I took the three of them - my brother, sister, and her boyfriend - out for a late night adventure on the eve of my brother’s birthday. We played laser tag and air hockey and rode the bumper cars, my brother’s favorite, over and over again. Afterward, we went to a fast food place for shakes and fries. I kept eyeing my watch.
“Hey. It’s your birthday. Happy birthday.”
The next day, after many months of prodding from my sister and me, my father rented a boat and the whole family went out together. It was the first time my brother had ever gone out on the lake; my father sold our boat when my parents found out they were expecting him.
We stopped to swim and my brother and I kept making circles around the boat - jumping off the bow, swimming around the back to the ladder, and clambering over everyone’s things, dripping wet, to get back to the bow.
We set up the tube and my brother and I were the first two to ride. I audibly cursed as we made a rough turn.
“I’m TEN,” he shouted, jokingly, as he had many times over the past year.
“Actually, you’re ELEVEN,” I cried back.
He loved tubing so much that he never got off, but just kept taking turns with whoever else wanted to ride. No one even made a fuss about it.
We ate egg salad sandwiches and forgot to reapply sunscreen. I wakeboarded, for the first time in over ten years, and rode better and with more confidence and control than I think I ever did when I was younger. My brother, sister, and I crowded together on the tube and rode it all the way in back to the dock, laughing, as my sister and I tried our best to hold on.
“Why did you decide to buy a boat?” my brother asked my father, while just the three of us sat in the truck.
His answer, essentially, was that it was a way to try to connect and spend time with teenage me. That floored me. Even though he didn’t say it to me directly, or really even to me at all, I could hear the undertone: “I really did try.”
I could not have asked for a better weekend. It was the most functional we had been all together in years, maybe ever. I was able to fly back home without the guilt that often nags me after these trips.
But I felt even then that it likely wasn’t something that could last, or even repeat itself again. So much about our family dynamic was changing drastically. My brother was starting middle school. My sister was starting college in another state.
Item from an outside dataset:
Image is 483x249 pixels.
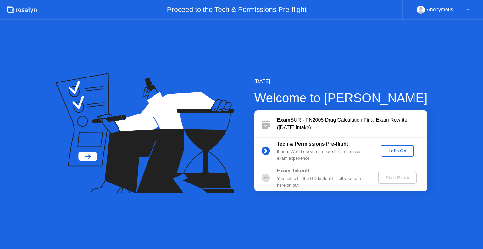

David and I were in the first week of trying to start our own family.
I really had no idea.
I haven’t spoken to my brother directly since that trip in August. It’s always so tough, so emotionally taxing, to try to arrange to video chat with my parents. I was just too tired when I was pregnant. And I’ve just been struggling too much since. I have sent them pictures and messages intended for him, but I never actually know how much of what I share makes it back.
But I’ve been texting my sister often, because I remember what it was like to be a freshman in college, alone in a new city many miles away from home, without anyone ever reaching out. And I finally sent her a care package this week, the one I had been meaning to send the week of my first ultrasound appointment. I hope it’s enough.
We just found out this week that the family dog, our sweet girl who follows me around the house, who sleeps next to my bed (but never anyone else’s), who keeps me company on restorative morning walks through the neighborhood, who makes the funniest little piggy sounds when I rub behind her ears, has cancer.
And I find myself wondering, and worrying, about our trip next week. Will my brother forgive me for my lengthy absence? Will my sister come home? - and if she doesn’t, how will things be different? Will I still be able to shrug off the constant questions about when we’re going to have kids like I have in the past? Is this the last time we’ll see her?
I wrote this all down to try to really remember a time when things were so unbelievably good. Because it’s so hard right now to imagine a time when they ever will be again.